AES for GnuPG, on Mon Oct 2?

Michael H. Warfield mhw at wittsend.com
Sun Oct 1 17:10:40 CEST 2000


On Sun, Oct 01, 2000 at 12:24:22PM -0700, Dale Harris wrote:
> On Sat, Sep 30, 2000 at 08:36:10PM -0700, Mark Atwood elucidated:
> > The National Institute of Standards and Technology (NIST) will
> > announce the winner of the Advanced Encryption Standard competition on
> > Oct. 2 at 11:00 am EST.

> > http://csrc.nist.gov/encryption/aes/

> > When will GPG incorporate the AES? I see in the OpenPGP that there are
> > slots reserved for the AES. What would be cool is if someone has
> > written "AES modules" for all 4 of the finalists, so that there can be
> > a GnuPG 1.0.4 release on Monday at 11:01 am EST.

> Personally, I think we'd have to see what the NIST chooses.  If they pick
> something that is patented, then I would think that it would be prudent for
> GnuPG to ignore it, or have optional support.  However if it was something 
> that is open and freely available for use, then I'd think that GPG would 
> support it, as long as it was deemed secure, and free of any backdoors.

	One of the stipulations of the AES competition was that the
algorithm must be free of encumberances.  That being said, apparently
Hitachi chimed in on at least one of the round two candidates claiming
that it was covered under one of their patents.  IMHO...  That was the
kiss of death.

	We do not have to wait for NIST to be prepared.  Someone has already
suggested that the final candidates could be ready for inclusion within
moments of the announcement.  There were only 5 round two candidates.

	We also have some "hints" as to what the announcement is going to
be (although it is a bit of conjecture).  Attached below is the relevant
message from coderpunks.  Take it for what it's worth.

> Dale

-- 
 Michael H. Warfield    |  (770) 985-6132   |  mhw at WittsEnd.com
  (The Mad Wizard)      |  (678) 463-0932   |  http://www.wittsend.com/mhw/
  NIC whois:  MHW9      |  An optimist believes we live in the best of all
 PGP Key: 0xDF1DD471    |  possible worlds.  A pessimist is sure of it!

===== Begin Attached Message =====
> From coderpunks-errors at toad.com  Sat Sep 30 17:22:55 2000
To: cypherpunks at openpgp.net, cryptography at c2.net, coderpunks at toad.com
Subject: Re: AES winner to be announced Monday.
Message-ID: <9a9074440a285dfd0fb89d90d50c91e4 at dizum.com>
Date: Sat, 30 Sep 2000 21:50:04 +0200 (CEST)
Sender: owner-coderpunks at toad.com

On Fri, 29 Sep 2000 14:38:30 -0400, "Trei, Peter" <ptrei at rsasecurity.com> wrote:
> I can't get the web page myself, but the appended message
> is in sci.crypt today:
> 
> Peter Trei
> ------------------------
> From:  Jim Gillogly <jim at acm.org>
> 1:03 PM
> 
> Subject: Re: Deadline for AES...
> 
> Tim Tyler wrote:
> > No official announcement of the date has been posted yet on
> >   http://csrc.nist.gov/encryption/aes/
> 
> The new notice just went up at this site: announcement to be made
> 2 Oct with simultaneous webcast.  They (explicitly) won't say yet
> how many algorithms have been chosen as the AES.  There's no mention
> of new versions of SHA-* with appropriately longer hashes.
> -- 
>         Jim Gillogly
>         Sterday, 8 Winterfilth S.R. 2000, 17:00
>         12.19.7.10.12, 8 Eb 15 Chen, Fifth Lord of Night

Though NIST is being very secretive regarding the AES announcement,
they let the following rumors leak:

1. There is a single winner.
2. It is not an American design.

If so, this rules out MARS, RC6, and Twofish. But now comes the
third rumor:

3. The winner is not covered by any patent or patent claim
identified or disclosed to NIST by interested parties.

Assuming this is true, there is only one algorithm that is not
explicitly mentioned in Hitachi's claim: Rijndael.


--- WORK INSTRUCTIONS ---
Please retype every record exactly as it appears, omitting the pictures.

Collected data

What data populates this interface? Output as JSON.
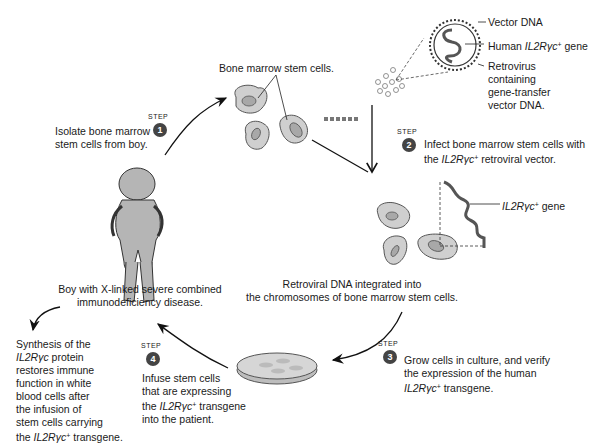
{
  "figure": {
    "labels": {
      "bone_marrow_cells": "Bone marrow stem cells.",
      "vector_dna": "Vector DNA",
      "human_gene_prefix": "Human ",
      "human_gene_name": "IL2Rγc",
      "human_gene_suffix": " gene",
      "retrovirus_lines": [
        "Retrovirus",
        "containing",
        "gene-transfer",
        "vector DNA."
      ],
      "integrated_gene_name": "IL2Rγc",
      "integrated_gene_suffix": " gene",
      "retroviral_integrated_lines": [
        "Retroviral DNA integrated into",
        "the chromosomes of bone marrow stem cells."
      ],
      "boy_lines": [
        "Boy with X-linked severe combined",
        "immunodeficiency disease."
      ],
      "superscript_plus": "+"
    },
    "step_word": "STEP",
    "steps": [
      {
        "number": "1",
        "lines": [
          "Isolate bone marrow",
          "stem cells from boy."
        ]
      },
      {
        "number": "2",
        "line1": "Infect bone marrow stem cells with",
        "line2_prefix": "the ",
        "gene": "IL2Rγc",
        "line2_suffix": " retroviral vector."
      },
      {
        "number": "3",
        "line1": "Grow cells in culture, and verify",
        "line2": "the expression of the human",
        "gene": "IL2Rγc",
        "line3_suffix": " transgene."
      },
      {
        "number": "4",
        "line1": "Infuse stem cells",
        "line2": "that are expressing",
        "line3_prefix": "the ",
        "gene": "IL2Rγc",
        "line3_suffix": " transgene",
        "line4": "into the patient."
      }
    ],
    "outcome": {
      "line1": "Synthesis of the",
      "gene": "IL2Rγc",
      "line2_suffix": " protein",
      "line3": "restores immune",
      "line4": "function in white",
      "line5": "blood cells after",
      "line6": "the infusion of",
      "line7": "stem cells carrying",
      "line8_prefix": "the ",
      "line8_suffix": " transgene."
    },
    "colors": {
      "cell_fill": "#cfcfcf",
      "nucleus_fill": "#a8a8a8",
      "stroke": "#333333",
      "step_badge": "#444444"
    }
  }
}
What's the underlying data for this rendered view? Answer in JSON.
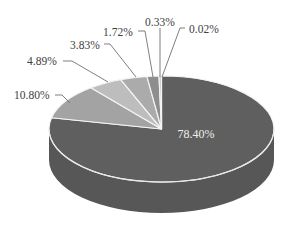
{
  "chart_data": {
    "type": "pie",
    "style": "3d",
    "title": "",
    "categories": [
      "Slice 1",
      "Slice 2",
      "Slice 3",
      "Slice 4",
      "Slice 5",
      "Slice 6",
      "Slice 7"
    ],
    "values": [
      78.4,
      10.8,
      4.89,
      3.83,
      1.72,
      0.33,
      0.02
    ],
    "labels": [
      "78.40%",
      "10.80%",
      "4.89%",
      "3.83%",
      "1.72%",
      "0.33%",
      "0.02%"
    ],
    "colors": [
      "#5f5f5f",
      "#a3a3a3",
      "#bdbdbd",
      "#ababab",
      "#8e8e8e",
      "#b5b5b5",
      "#6a6a6a"
    ],
    "start_angle_deg": -90,
    "direction": "clockwise",
    "legend": "none",
    "label_positions": [
      {
        "x": 196,
        "y": 138,
        "anchor": "middle",
        "inside": true
      },
      {
        "x": 14,
        "y": 99,
        "anchor": "start",
        "leader": [
          [
            55,
            95
          ],
          [
            62,
            95
          ],
          [
            70,
            103
          ]
        ]
      },
      {
        "x": 27,
        "y": 65,
        "anchor": "start",
        "leader": [
          [
            63,
            61
          ],
          [
            72,
            61
          ],
          [
            108,
            82
          ]
        ]
      },
      {
        "x": 70,
        "y": 49,
        "anchor": "start",
        "leader": [
          [
            104,
            44
          ],
          [
            110,
            44
          ],
          [
            136,
            77
          ]
        ]
      },
      {
        "x": 103,
        "y": 36,
        "anchor": "start",
        "leader": [
          [
            138,
            31
          ],
          [
            145,
            31
          ],
          [
            153,
            77
          ]
        ]
      },
      {
        "x": 145,
        "y": 26,
        "anchor": "start",
        "leader": [
          [
            160,
            28
          ],
          [
            160,
            77
          ]
        ]
      },
      {
        "x": 189,
        "y": 33,
        "anchor": "start",
        "leader": [
          [
            185,
            28
          ],
          [
            180,
            28
          ],
          [
            162,
            77
          ]
        ]
      }
    ]
  }
}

--- REPLY TO THE EXERCISE ---
What data populates this interface? Output as JSON.
{
  "figure": {
    "labels": {
      "bone_marrow_cells": "Bone marrow stem cells.",
      "vector_dna": "Vector DNA",
      "human_gene_prefix": "Human ",
      "human_gene_name": "IL2Rγc",
      "human_gene_suffix": " gene",
      "retrovirus_lines": [
        "Retrovirus",
        "containing",
        "gene-transfer",
        "vector DNA."
      ],
      "integrated_gene_name": "IL2Rγc",
      "integrated_gene_suffix": " gene",
      "retroviral_integrated_lines": [
        "Retroviral DNA integrated into",
        "the chromosomes of bone marrow stem cells."
      ],
      "boy_lines": [
        "Boy with X-linked severe combined",
        "immunodeficiency disease."
      ],
      "superscript_plus": "+"
    },
    "step_word": "STEP",
    "steps": [
      {
        "number": "1",
        "lines": [
          "Isolate bone marrow",
          "stem cells from boy."
        ]
      },
      {
        "number": "2",
        "line1": "Infect bone marrow stem cells with",
        "line2_prefix": "the ",
        "gene": "IL2Rγc",
        "line2_suffix": " retroviral vector."
      },
      {
        "number": "3",
        "line1": "Grow cells in culture, and verify",
        "line2": "the expression of the human",
        "gene": "IL2Rγc",
        "line3_suffix": " transgene."
      },
      {
        "number": "4",
        "line1": "Infuse stem cells",
        "line2": "that are expressing",
        "line3_prefix": "the ",
        "gene": "IL2Rγc",
        "line3_suffix": " transgene",
        "line4": "into the patient."
      }
    ],
    "outcome": {
      "line1": "Synthesis of the",
      "gene": "IL2Rγc",
      "line2_suffix": " protein",
      "line3": "restores immune",
      "line4": "function in white",
      "line5": "blood cells after",
      "line6": "the infusion of",
      "line7": "stem cells carrying",
      "line8_prefix": "the ",
      "line8_suffix": " transgene."
    },
    "colors": {
      "cell_fill": "#cfcfcf",
      "nucleus_fill": "#a8a8a8",
      "stroke": "#333333",
      "step_badge": "#444444"
    }
  }
}
What's the underlying data for this rendered view? Answer in JSON.
{
  "chart_data": {
    "type": "pie",
    "style": "3d",
    "title": "",
    "categories": [
      "Slice 1",
      "Slice 2",
      "Slice 3",
      "Slice 4",
      "Slice 5",
      "Slice 6",
      "Slice 7"
    ],
    "values": [
      78.4,
      10.8,
      4.89,
      3.83,
      1.72,
      0.33,
      0.02
    ],
    "labels": [
      "78.40%",
      "10.80%",
      "4.89%",
      "3.83%",
      "1.72%",
      "0.33%",
      "0.02%"
    ],
    "colors": [
      "#5f5f5f",
      "#a3a3a3",
      "#bdbdbd",
      "#ababab",
      "#8e8e8e",
      "#b5b5b5",
      "#6a6a6a"
    ],
    "start_angle_deg": -90,
    "direction": "clockwise",
    "legend": "none",
    "label_positions": [
      {
        "x": 196,
        "y": 138,
        "anchor": "middle",
        "inside": true
      },
      {
        "x": 14,
        "y": 99,
        "anchor": "start",
        "leader": [
          [
            55,
            95
          ],
          [
            62,
            95
          ],
          [
            70,
            103
          ]
        ]
      },
      {
        "x": 27,
        "y": 65,
        "anchor": "start",
        "leader": [
          [
            63,
            61
          ],
          [
            72,
            61
          ],
          [
            108,
            82
          ]
        ]
      },
      {
        "x": 70,
        "y": 49,
        "anchor": "start",
        "leader": [
          [
            104,
            44
          ],
          [
            110,
            44
          ],
          [
            136,
            77
          ]
        ]
      },
      {
        "x": 103,
        "y": 36,
        "anchor": "start",
        "leader": [
          [
            138,
            31
          ],
          [
            145,
            31
          ],
          [
            153,
            77
          ]
        ]
      },
      {
        "x": 145,
        "y": 26,
        "anchor": "start",
        "leader": [
          [
            160,
            28
          ],
          [
            160,
            77
          ]
        ]
      },
      {
        "x": 189,
        "y": 33,
        "anchor": "start",
        "leader": [
          [
            185,
            28
          ],
          [
            180,
            28
          ],
          [
            162,
            77
          ]
        ]
      }
    ]
  }
}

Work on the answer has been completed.